What Jesus is saying is exactly what he was saying.  It’s taking a thousand pound animal, and cramming it through a one/half-by-two millimeter opening.  It’s not impossible.  Given patience and a very sharp exacto knife, this is entirely doable, but it tends to be messy and time-consuming, not to mention extremely unpleasant for the camel.

That’s not good news for us, because we are a wealthy people.   None of us live a life anything like that of a first century Judean.  Even an unusually wealthy man would have had nothing like what most of us take for granted.  I’m not talking about smartphones and nav systems and giant hi-def flat screen tvs and giving your daughter a BMW M6 convertible on her sixteenth birthday.  I’m talking hot and cold running water, and lights that turn on and off at the flick of a switch, and access to antibiotics.  

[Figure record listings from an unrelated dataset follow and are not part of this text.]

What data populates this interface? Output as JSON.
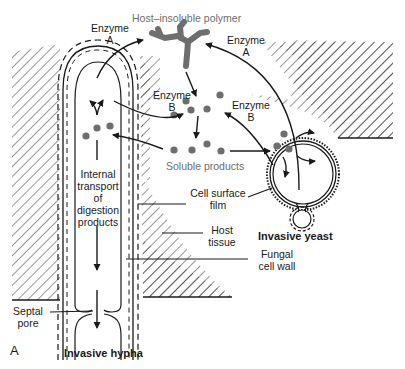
{
  "figure": {
    "panel_letter": "A",
    "colors": {
      "line": "#1a1a1a",
      "particle": "#6e6e6e",
      "gray_label": "#6e6e6e",
      "background": "#ffffff"
    }
  },
  "labels": {
    "polymer": "Host–insoluble polymer",
    "enzyme_a_hypha": [
      "Enzyme",
      "A"
    ],
    "enzyme_a_yeast": [
      "Enzyme",
      "A"
    ],
    "enzyme_b_hypha": [
      "Enzyme",
      "B"
    ],
    "enzyme_b_yeast": [
      "Enzyme",
      "B"
    ],
    "soluble_products": "Soluble products",
    "internal_transport": [
      "Internal",
      "transport",
      "of",
      "digestion",
      "products"
    ],
    "cell_surface_film": [
      "Cell surface",
      "film"
    ],
    "host_tissue": [
      "Host",
      "tissue"
    ],
    "fungal_cell_wall": [
      "Fungal",
      "cell wall"
    ],
    "septal_pore": [
      "Septal",
      "pore"
    ],
    "invasive_yeast": "Invasive yeast",
    "invasive_hypha": "Invasive hypha"
  }
}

We are a wealthy people globally.  If you look at the net-worth of the average American household following the crash of 2008, we went from having...on average...$126,000 in total assets to $77,000 in total assets.   That may have been a forty percent drop, but it still meant that the average American household was in the ninetieth percentile of wealth globally.   The truth of that is driven home by spending any time in the rest of the world.   We are a wealthy, wealthy people.

And the habits and patterns of that life are difficult to let go.  We like the power that comes with wealth, and the patterns of social relationship that come with wealth.  It holds us, and it defines us, and it keeps us from seeing the world as Christ saw it.   The great challenge, for all of those who encounter material prosperity, is how to prevent that from defining us, grasping us and keeping us from responding when Jesus asks us to put it all down, and to follow him.

That’s our struggle, and it’s a struggle worth having.

Let it be so, for you and for me, AMEN.